The ecological variance is rather similar to the between neighbourhood variance in SBP obtained by the MLRA. It is patently clear that the single level ecological analysis neglects the existence of individual level variance. Figure 4 illustrates that in an ecological analysis we are unable to observe differences between people (variation in blood pressure within a neighbourhood), but we can distinguish differences between the mean blood pressure of each neighbourhood and the mean blood pressure of the whole city (that is, the neighbourhood residuals of an ecological analysis).
In single level ecological analysis, we consider all information as if it were at the neighbourhood level, neglecting possible individual components (this oversimplified approach has been termed the sociological fallacy).27
Today it is well known that neither single level individual nor ecological analyses are suitable for effectively investigating contextual effects.22
The intraclass correlation (ICC) or variance partition coefficient (VPC)
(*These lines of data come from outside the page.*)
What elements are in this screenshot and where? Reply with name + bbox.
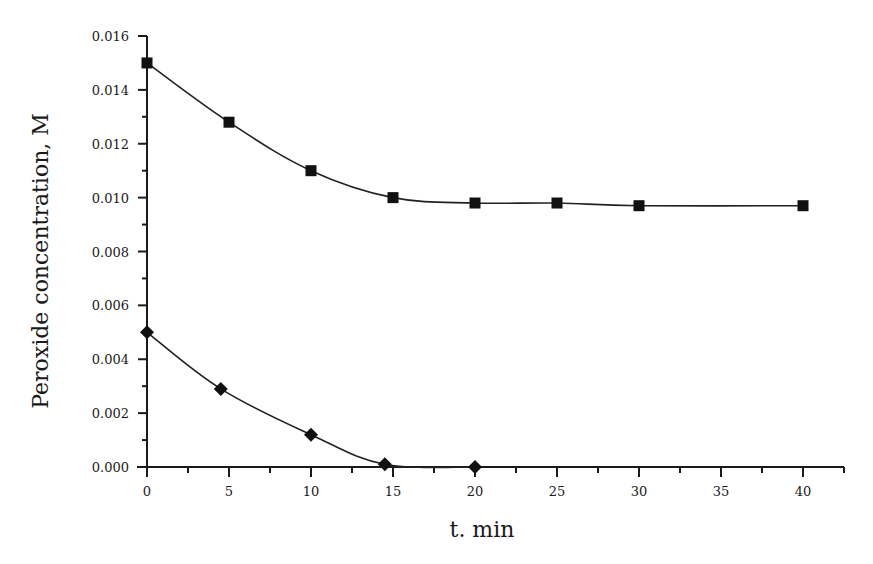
series-line xyxy=(147,63,803,206)
series-diamonds xyxy=(140,325,482,474)
y-tick-label: 0.016 xyxy=(92,29,129,44)
y-tick-label: 0.002 xyxy=(92,406,129,421)
diamond-marker xyxy=(468,460,482,474)
y-tick-label: 0.008 xyxy=(92,245,129,260)
x-tick-label: 20 xyxy=(467,484,484,499)
series-squares xyxy=(142,57,809,211)
diamond-marker xyxy=(378,457,392,471)
x-axis-title: t. min xyxy=(450,517,515,542)
y-tick-label: 0.012 xyxy=(92,137,129,152)
axes: 0510152025303540 0.0000.0020.0040.0060.0… xyxy=(92,29,844,499)
x-tick-label: 10 xyxy=(303,484,320,499)
square-marker xyxy=(798,200,809,211)
x-tick-label: 30 xyxy=(631,484,648,499)
peroxide-concentration-chart: 0510152025303540 0.0000.0020.0040.0060.0… xyxy=(0,0,873,564)
square-marker xyxy=(470,198,481,209)
y-axis-ticks: 0.0000.0020.0040.0060.0080.0100.0120.014… xyxy=(92,29,147,475)
square-marker xyxy=(552,198,563,209)
y-tick-label: 0.006 xyxy=(92,298,129,313)
square-marker xyxy=(142,57,153,68)
y-tick-label: 0.014 xyxy=(92,83,129,98)
series-layer xyxy=(140,57,809,474)
square-marker xyxy=(224,117,235,128)
diamond-marker xyxy=(304,428,318,442)
diamond-marker xyxy=(214,382,228,396)
square-marker xyxy=(388,192,399,203)
square-marker xyxy=(306,165,317,176)
y-tick-label: 0.010 xyxy=(92,191,129,206)
x-tick-label: 40 xyxy=(795,484,812,499)
x-tick-label: 15 xyxy=(385,484,402,499)
x-tick-label: 5 xyxy=(225,484,233,499)
square-marker xyxy=(634,200,645,211)
y-axis-title: Peroxide concentration, M xyxy=(28,113,53,409)
series-line xyxy=(147,332,475,467)
x-tick-label: 0 xyxy=(143,484,151,499)
x-tick-label: 25 xyxy=(549,484,566,499)
y-tick-label: 0.004 xyxy=(92,352,129,367)
x-axis-ticks: 0510152025303540 xyxy=(143,467,844,499)
y-tick-label: 0.000 xyxy=(92,460,129,475)
x-tick-label: 35 xyxy=(713,484,730,499)
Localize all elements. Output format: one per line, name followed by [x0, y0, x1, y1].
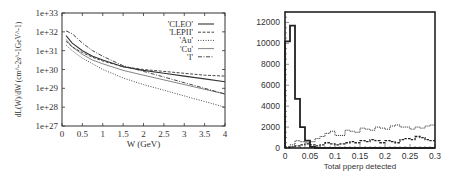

It is seen in figure 1 that all people living in the same neighbourhood share a common level of blood pressure that differs from the city mean in an amount that corresponds to the neighbourhood residual. Therefore, we often speak about “differences between neighbourhoods” and “differences between people within neighbourhoods”. Together the individual and the neighbourhood variance components represent the total differences in SBP. We can see that a portion of the total individual SBP difference is at the neighbourhood level, and in the empty model we can quantify this aspect by computing ICC. As equation 2 shows, the multilevel ICC is the proportion of the variance in SBP that occurs at the neighbourhood level. In this sense the ICC is a variance partition coefficient (VPC).1
It can be seen in figures 3 and 4 that in single level analysis we are unable to calculate the ICC, because information on how variance is partitioned at different levels is not available.
The ICC equation is intuitive and can also be understood by observing figure 1.
In this formula VI is the variance between people from the same neighbourhood (1st level variance) and VN is the variance between neighbourhoods (2nd level variance).
As variance can only be positive, according to equation 2 the ICC is necessarily between 0 and 1. Table 1 shows that the ICC, which measures individual SBP clustering at the neighbourhood level, is equal to 0.08. Therefore, in our example 8% of the total individual differences in SBP are at the neighbourhood level. On these grounds, we might conclude that there is some evidence for a possible neighbourhood contextual phenomenon shaping a common individual SBP level. Alternatively, this clustering might be attributable to the different composition of neighbourhoods.
The name “correlation” suggests that the ICC expresses the similarity in health status (in our example SBP) between two persons in the same neighbourhood. An ICC equal to 1 would inform us that all the people in a neighbourhood have an identical SBP level (that is, 100% of the total individual differences are at the neighbourhood level), and an ICC equal to 0 that the people do not share any neighbourhood related common level of SBP.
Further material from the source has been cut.